NEW YORK – OriCell Therapeutics on Monday announced it has raised more than $120 million in a Series B financing round, which it will put toward advancing its cell therapy pipeline and drug discovery platform as well as constructing a manufacturing facility for clinical and commercial use.

Qiming Venture Partners and Quan Capital led the financing round, and existing shareholder C&D Emerging Capital participated, as did several unnamed international and Chinese investment funds.

Shanghai-based OriCell has cell therapies in various stages of development for both solid tumors and blood cancers. In June, China's National Medical Products Administration accepted an investigational new drug application for Ori-C101, OriCell's autologous CAR T-cell therapy directed against GPC3 on the surface of advanced liver cancer. The trial is ongoing, and so far, the treatment has led to a 44 percent objective response rate and 78 percent disease control rate for patients with GPC3-positive advanced liver cancer, according to data presented at the American Society of Clinical Oncology's annual meeting.

Separately, OriCell is developing OriCAR-017, a GPRC5D-directed CAR T-cell therapy for patients with relapsed and refractory multiple myeloma. In the Phase I POLARIS clinical trial, the safety and tolerability profile were manageable, and according to data presented during ASCO and the European Hematology Association annual meeting, the objective response rates and minimal residual disease-negative rates were both 100 percent. Five patients who had received prior BCMA CAR T-cell therapy were among the responders. The firm is ramping up its plans for registration and clinical development in China and the US.
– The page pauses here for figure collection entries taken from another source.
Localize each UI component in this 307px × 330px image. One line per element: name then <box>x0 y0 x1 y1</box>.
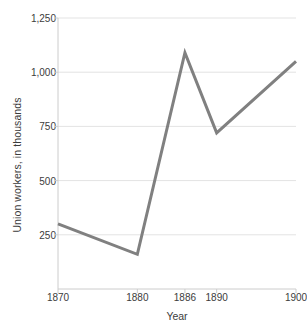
line-chart: Union workers, in thousands 2505007501,0… <box>0 0 307 330</box>
x-tick-label: 1900 <box>285 292 307 303</box>
x-axis-title: Year <box>58 310 296 322</box>
x-tick-label: 1886 <box>174 292 196 303</box>
axis-lines <box>58 18 296 289</box>
x-tick-label: 1880 <box>126 292 148 303</box>
x-tick-label: 1890 <box>206 292 228 303</box>
x-axis-tick-labels: 18701880188618901900 <box>58 289 296 311</box>
gridlines <box>58 18 296 235</box>
tick-marks <box>54 18 296 293</box>
data-line-union-workers <box>58 53 296 255</box>
x-tick-label: 1870 <box>47 292 69 303</box>
plot-canvas <box>0 0 307 330</box>
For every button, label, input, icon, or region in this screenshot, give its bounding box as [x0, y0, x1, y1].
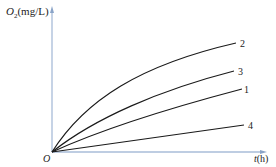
y-axis-label: O2(mg/L): [6, 5, 49, 20]
curve-4: [52, 125, 244, 152]
y-label-unit: (mg/L): [17, 5, 48, 17]
curve-label-4: 4: [248, 120, 253, 131]
curve-label-3: 3: [238, 66, 243, 77]
curve-label-1: 1: [244, 84, 249, 95]
curve-label-2: 2: [240, 38, 245, 49]
y-label-symbol: O: [6, 5, 14, 17]
chart-canvas: 2 3 1 4: [0, 0, 276, 167]
origin-label: O: [43, 153, 50, 164]
x-label-unit: (h): [257, 153, 269, 164]
x-axis-label: t(h): [254, 153, 268, 164]
curve-1: [52, 89, 242, 152]
y-axis-arrow-icon: [50, 6, 54, 13]
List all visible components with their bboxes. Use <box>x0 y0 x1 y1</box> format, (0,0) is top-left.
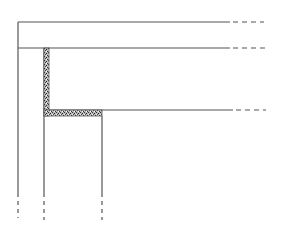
horizontal-filler-strip <box>44 110 102 116</box>
construction-detail-diagram <box>0 0 283 231</box>
vertical-filler-strip <box>44 48 49 116</box>
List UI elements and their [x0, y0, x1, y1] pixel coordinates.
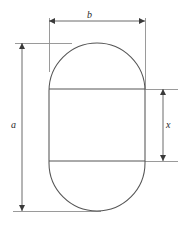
capsule-dimension-diagram [0, 0, 185, 229]
diagram-canvas: b a x [0, 0, 185, 229]
dimension-label-b: b [87, 10, 92, 20]
dimension-label-x: x [166, 120, 170, 130]
dimension-label-a: a [11, 120, 16, 130]
capsule-shape [49, 43, 145, 211]
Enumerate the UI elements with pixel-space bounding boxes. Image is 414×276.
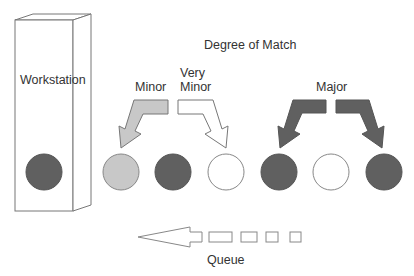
workstation-label: Workstation xyxy=(20,73,86,87)
workstation-job-circle xyxy=(26,154,62,190)
queue-circles xyxy=(103,154,402,190)
queue-slot xyxy=(266,232,278,242)
queue-job-circle-empty xyxy=(208,154,244,190)
diagram-title: Degree of Match xyxy=(204,38,296,52)
queue-direction-arrow xyxy=(138,227,202,247)
minor-arrow xyxy=(119,100,168,148)
queue-slot xyxy=(290,232,301,242)
workstation-side-face xyxy=(73,14,91,211)
major-label: Major xyxy=(316,80,347,94)
queue-job-circle-empty xyxy=(313,154,349,190)
queue-job-circle-dark xyxy=(155,154,191,190)
very-label: Very xyxy=(180,66,205,80)
queue-job-circle-dark xyxy=(261,154,297,190)
major-arrow-left xyxy=(278,100,326,148)
minor2-label: Minor xyxy=(180,80,211,94)
minor-label: Minor xyxy=(135,80,166,94)
queue-slot xyxy=(241,232,257,242)
queue-slot xyxy=(209,232,232,242)
very-minor-arrow xyxy=(178,100,228,148)
queue-label: Queue xyxy=(207,253,245,267)
queue-job-circle-dark xyxy=(366,154,402,190)
queue-job-circle-light xyxy=(103,154,139,190)
major-arrow-right xyxy=(336,100,384,148)
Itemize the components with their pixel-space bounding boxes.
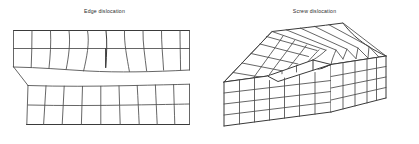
edge-left-step [14, 67, 29, 86]
edge-upper-verticals [14, 31, 190, 72]
edge-dislocation-diagram [0, 0, 209, 144]
edge-lower-horizontals [27, 84, 190, 124]
panel-edge-dislocation: Edge dislocation [0, 0, 209, 144]
screw-right-face [331, 56, 386, 112]
dislocation-figure: Edge dislocation [0, 0, 419, 144]
screw-dislocation-diagram [210, 0, 419, 144]
panel-screw-dislocation: Screw dislocation [210, 0, 419, 144]
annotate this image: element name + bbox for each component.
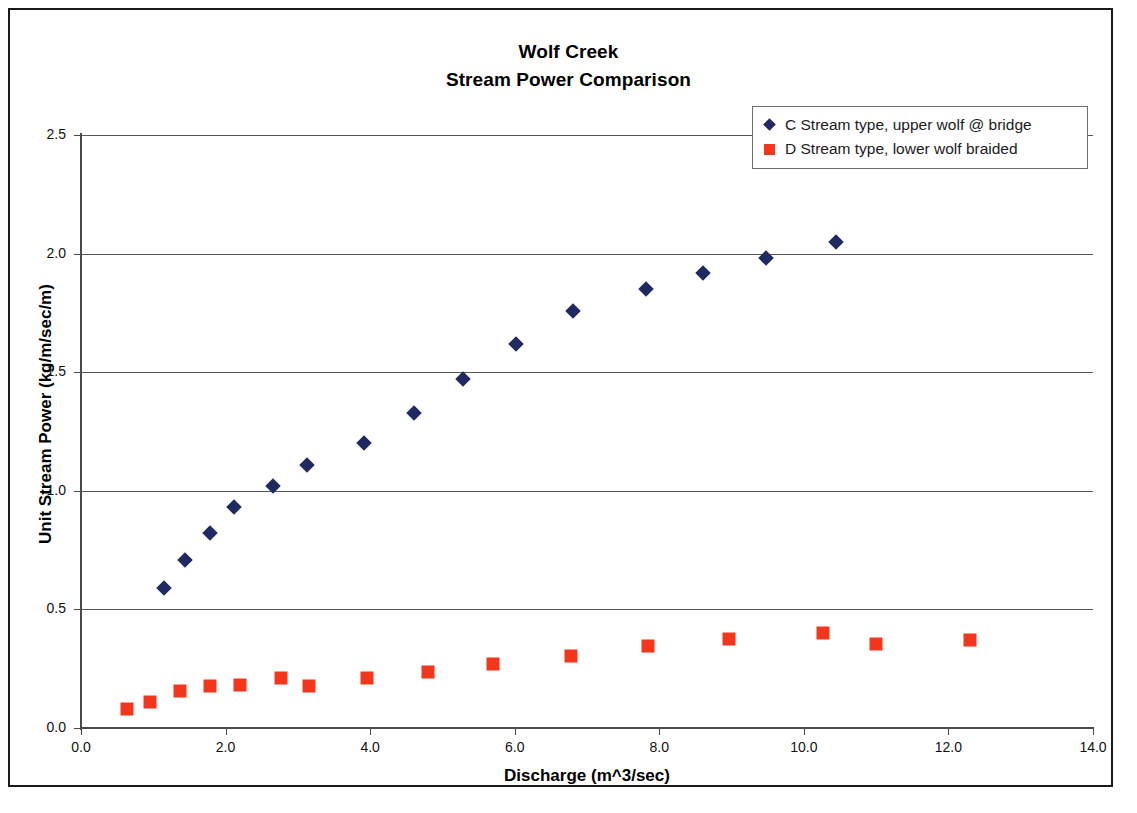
data-point-series-c <box>638 281 654 297</box>
x-axis-tick <box>659 728 660 735</box>
x-axis-tick <box>1093 728 1094 735</box>
data-point-series-d <box>360 672 373 685</box>
x-axis-tick <box>804 728 805 735</box>
chart-title-line-2: Stream Power Comparison <box>0 66 1137 94</box>
x-axis-tick <box>370 728 371 735</box>
chart-legend: C Stream type, upper wolf @ bridge D Str… <box>752 106 1088 169</box>
x-axis-tick-label: 6.0 <box>485 739 545 755</box>
data-point-series-d <box>565 649 578 662</box>
data-point-series-c <box>829 234 845 250</box>
x-axis-tick-label: 8.0 <box>629 739 689 755</box>
y-axis-tick-label: 1.0 <box>10 482 66 498</box>
y-axis-line <box>80 133 82 730</box>
data-point-series-d <box>275 672 288 685</box>
data-point-series-c <box>299 457 315 473</box>
y-axis-tick <box>74 135 81 136</box>
data-point-series-d <box>144 695 157 708</box>
x-axis-tick-label: 14.0 <box>1063 739 1123 755</box>
x-axis-tick <box>81 728 82 735</box>
y-axis-tick-label: 2.5 <box>10 126 66 142</box>
x-axis-tick-label: 10.0 <box>774 739 834 755</box>
legend-label-series-d: D Stream type, lower wolf braided <box>785 140 1018 158</box>
data-point-series-c <box>226 500 242 516</box>
data-point-series-c <box>455 372 471 388</box>
x-axis-tick-label: 0.0 <box>51 739 111 755</box>
data-point-series-d <box>203 680 216 693</box>
data-point-series-c <box>406 405 422 421</box>
data-point-series-d <box>421 666 434 679</box>
gridline-y <box>81 254 1093 255</box>
diamond-marker-icon <box>762 117 778 133</box>
x-axis-tick-label: 2.0 <box>196 739 256 755</box>
square-marker-icon <box>762 141 778 157</box>
data-point-series-d <box>487 657 500 670</box>
data-point-series-d <box>234 679 247 692</box>
chart-title-line-1: Wolf Creek <box>0 38 1137 66</box>
data-point-series-d <box>870 637 883 650</box>
x-axis-title: Discharge (m^3/sec) <box>81 766 1093 786</box>
y-axis-tick <box>74 609 81 610</box>
y-axis-tick-label: 0.5 <box>10 600 66 616</box>
data-point-series-c <box>508 336 524 352</box>
data-point-series-c <box>156 580 172 596</box>
x-axis-tick <box>226 728 227 735</box>
x-axis-line <box>80 727 1094 729</box>
data-point-series-c <box>202 526 218 542</box>
y-axis-tick <box>74 254 81 255</box>
plot-area <box>81 135 1093 728</box>
data-point-series-c <box>565 303 581 319</box>
legend-item-series-c: C Stream type, upper wolf @ bridge <box>762 113 1079 137</box>
y-axis-tick-label: 2.0 <box>10 245 66 261</box>
gridline-y <box>81 491 1093 492</box>
data-point-series-c <box>177 552 193 568</box>
data-point-series-c <box>357 436 373 452</box>
y-axis-tick-label: 1.5 <box>10 363 66 379</box>
gridline-y <box>81 372 1093 373</box>
legend-item-series-d: D Stream type, lower wolf braided <box>762 137 1079 161</box>
y-axis-tick <box>74 372 81 373</box>
data-point-series-d <box>642 640 655 653</box>
y-axis-tick-label: 0.0 <box>10 719 66 735</box>
legend-label-series-c: C Stream type, upper wolf @ bridge <box>785 116 1032 134</box>
x-axis-tick-label: 4.0 <box>340 739 400 755</box>
y-axis-title: Unit Stream Power (kg/m/sec/m) <box>36 154 56 674</box>
data-point-series-d <box>174 685 187 698</box>
x-axis-tick <box>515 728 516 735</box>
data-point-series-d <box>723 633 736 646</box>
chart-page: Wolf Creek Stream Power Comparison C Str… <box>0 0 1137 813</box>
data-point-series-d <box>121 703 134 716</box>
x-axis-tick-label: 12.0 <box>918 739 978 755</box>
y-axis-tick <box>74 728 81 729</box>
chart-title: Wolf Creek Stream Power Comparison <box>0 38 1137 93</box>
x-axis-tick <box>948 728 949 735</box>
gridline-y <box>81 609 1093 610</box>
y-axis-tick <box>74 491 81 492</box>
data-point-series-d <box>964 634 977 647</box>
data-point-series-c <box>695 265 711 281</box>
data-point-series-d <box>302 680 315 693</box>
data-point-series-d <box>817 627 830 640</box>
Finally, OriCell is codeveloping its PD-L/4-1BB bispecific antibody, OriBs-001, with Antengene following an exclusive global license agreement in 2019. Both the US Food and Drug Administration and the Australian Therapeutic Goods Administration have given OriCell the go-ahead to evaluate the therapy for solid tumors in clinical trials, and China's Center for Drug Evaluation has granted what OriCell is calling an implied approval.